The Search for the Cultural and Political Pulse


Sundance 2023

I was recently reading and listening to Emily Dewitt’s “Health and Safety”  at the Raleigh Public Library. Upon reading I resonated instantly with Dewitt but unlike her I feel trapped in the feeling that culture itself is over in 2024. Dewitt seems to be in the perfect place at the perfect time in the mid 2010’s. I consume millennial media yearningly, as it seems to represent the final moments that culture wasn’t an infinity mirror of sorts, where algorithms and commodification didn’t end all forms of authenticity. Where the capitalism of cancer hadn’t become all we could dream of. My post-collegiate life has been filled with chasing this reality and begrudgingly settling into the disarming reality of a post COVID-generation. 
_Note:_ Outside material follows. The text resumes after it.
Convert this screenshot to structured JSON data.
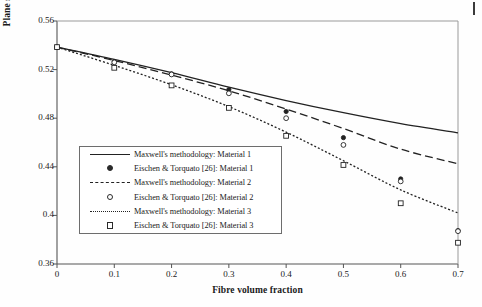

The New York in the show “Girls” and even the beginning of rapid gentrification as shown in  “Broad City” felt like a time where the city represented this unexplored realm of possibility, with a generation that could spare to have fun with the perhaps misguided belief they could solve the world’s problems along the way.  As I prepare for a move to New York for the The New School’s Media Studies program it’s common sense that the city I will move into is not the same as the one on those shows I fear


Generation Z which I continue to find myself on the front lines of  is not only chronically online but also a rabbit hole of replication. Content is now culture and its derivative nature feels increasingly like a complex math problem I’m trying to get to the root of. I found myself identifying with Dewitt in her footsteps not as a parallel pioneer but as an archeologist of sorts, excavating what once was.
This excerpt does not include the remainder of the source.